Dataset records >>
----------

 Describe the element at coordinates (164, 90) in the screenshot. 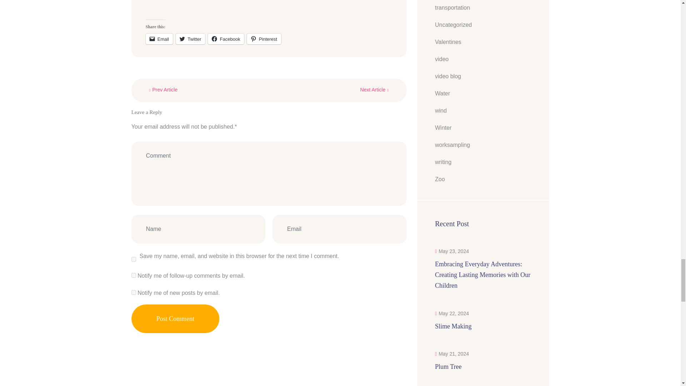

I see `Prev Article` at that location.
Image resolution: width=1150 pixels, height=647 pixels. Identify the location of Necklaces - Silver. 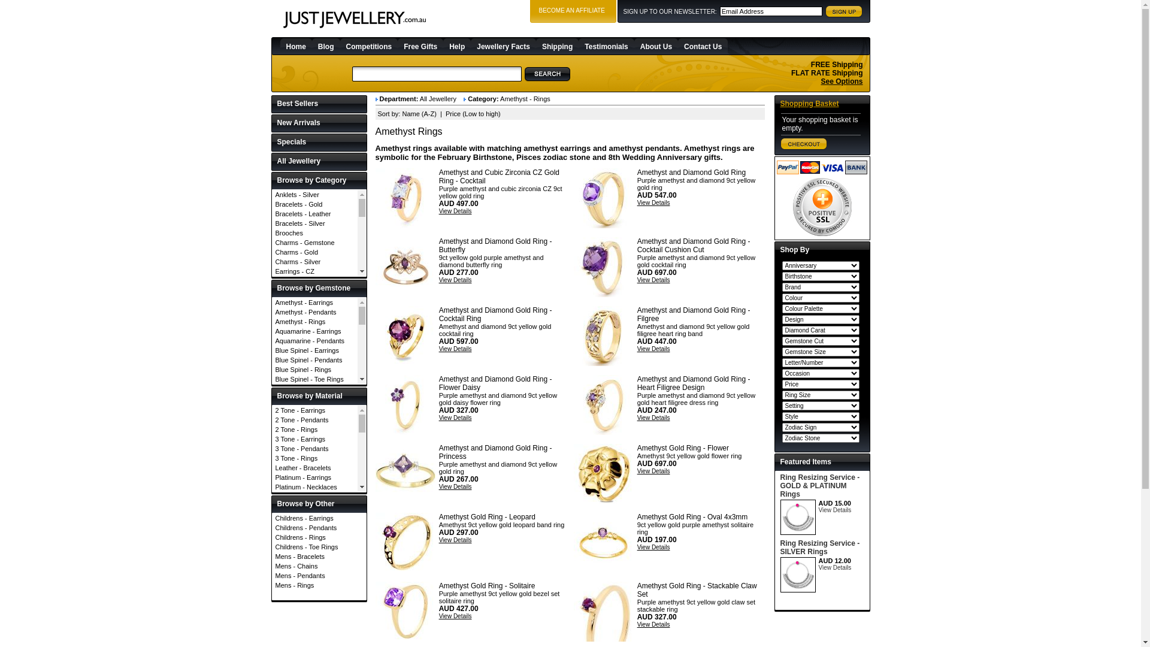
(315, 386).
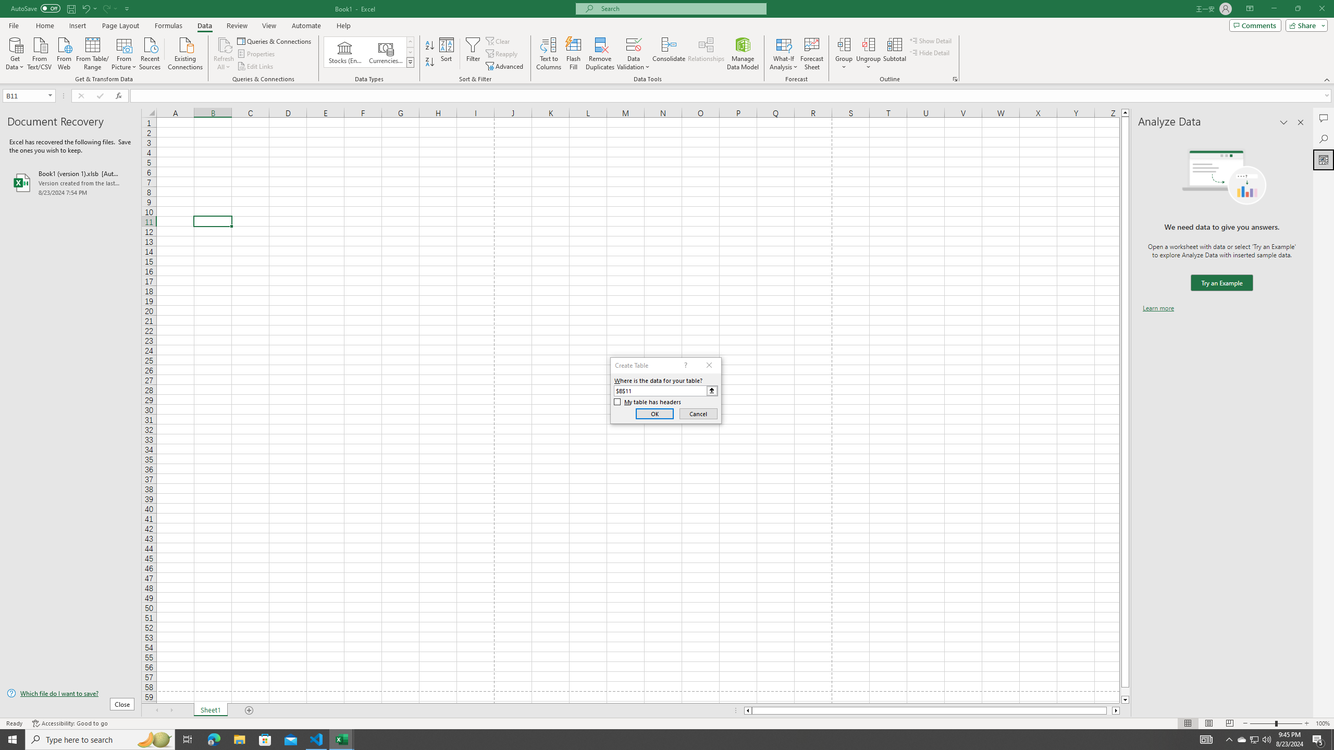 Image resolution: width=1334 pixels, height=750 pixels. What do you see at coordinates (1158, 308) in the screenshot?
I see `Learn more` at bounding box center [1158, 308].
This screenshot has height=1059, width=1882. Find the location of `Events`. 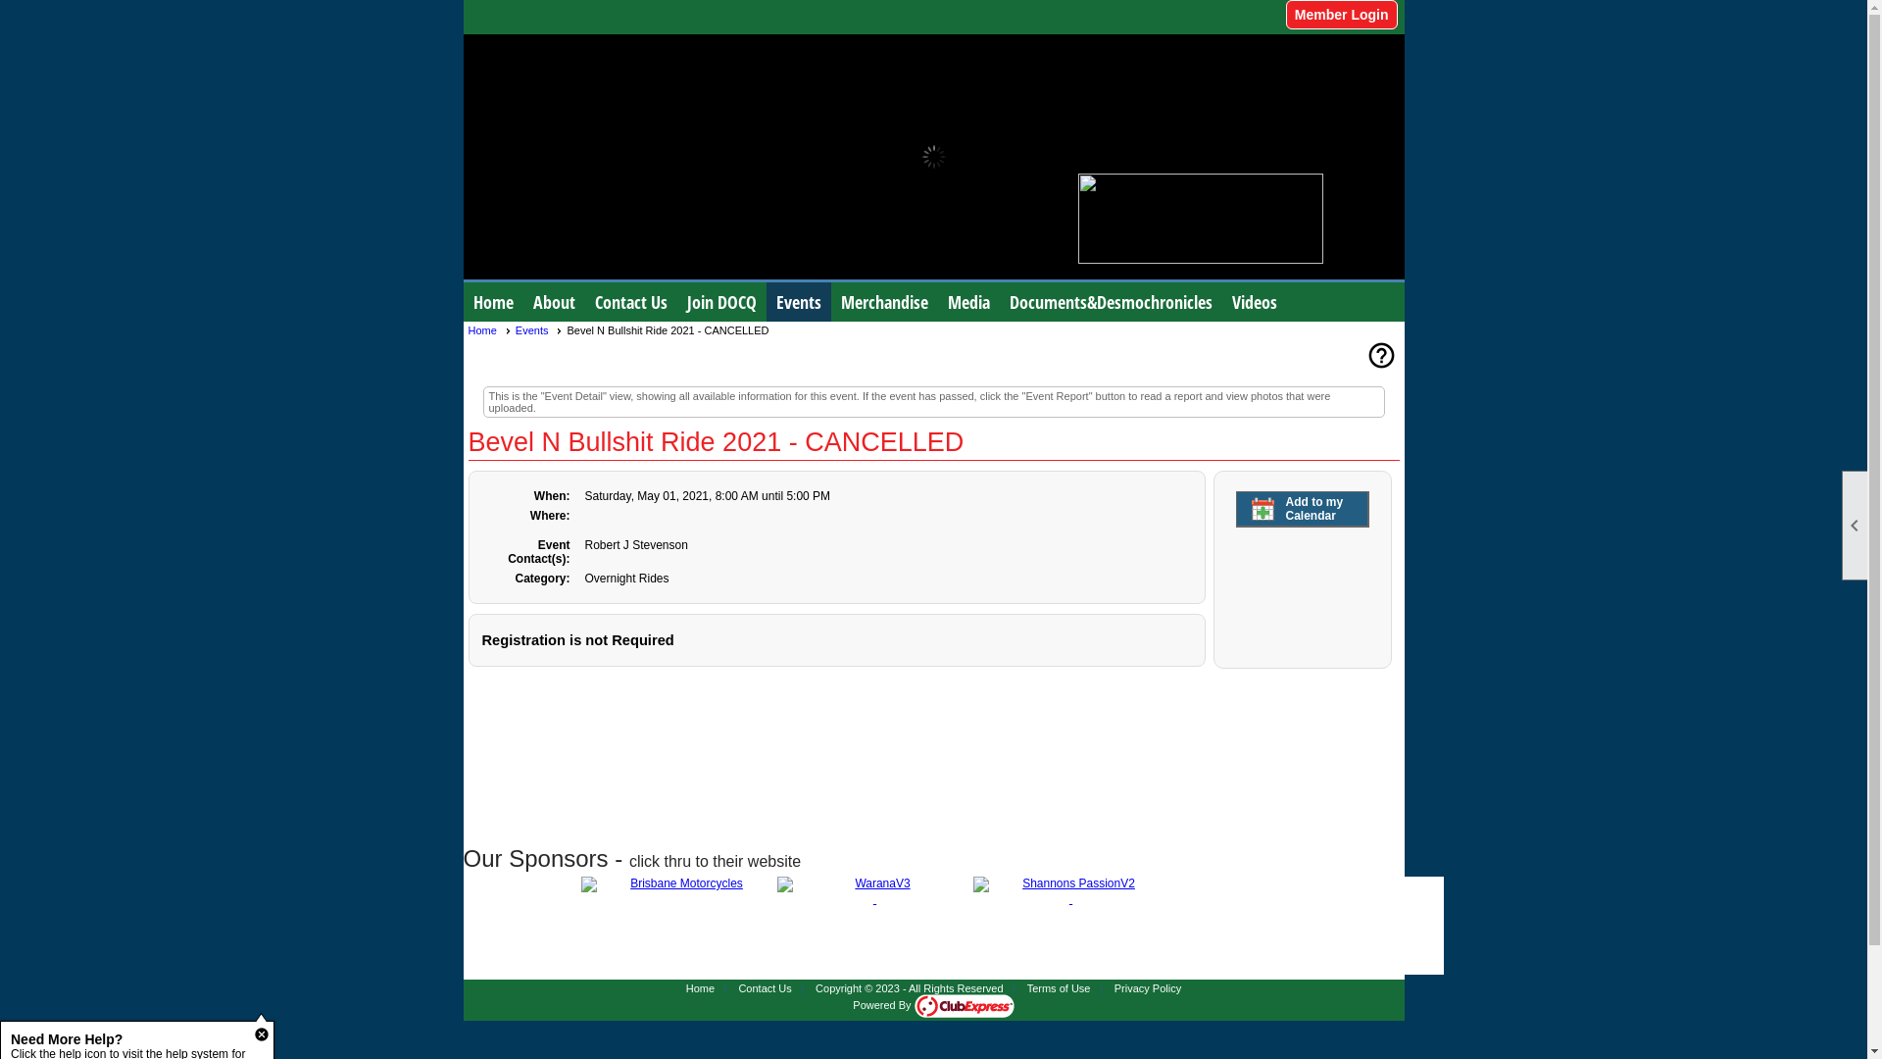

----------

Work to be completed >>
Omit every picture while printing the data word for word.

Your response >>
 Describe the element at coordinates (164, 90) in the screenshot. 

I see `Prev Article` at that location.
Image resolution: width=1150 pixels, height=647 pixels. Identify the location of Necklaces - Silver. 
(315, 386).
 Image resolution: width=1334 pixels, height=750 pixels. What do you see at coordinates (1158, 308) in the screenshot?
I see `Learn more` at bounding box center [1158, 308].
This screenshot has height=1059, width=1882. Find the location of `Events`. 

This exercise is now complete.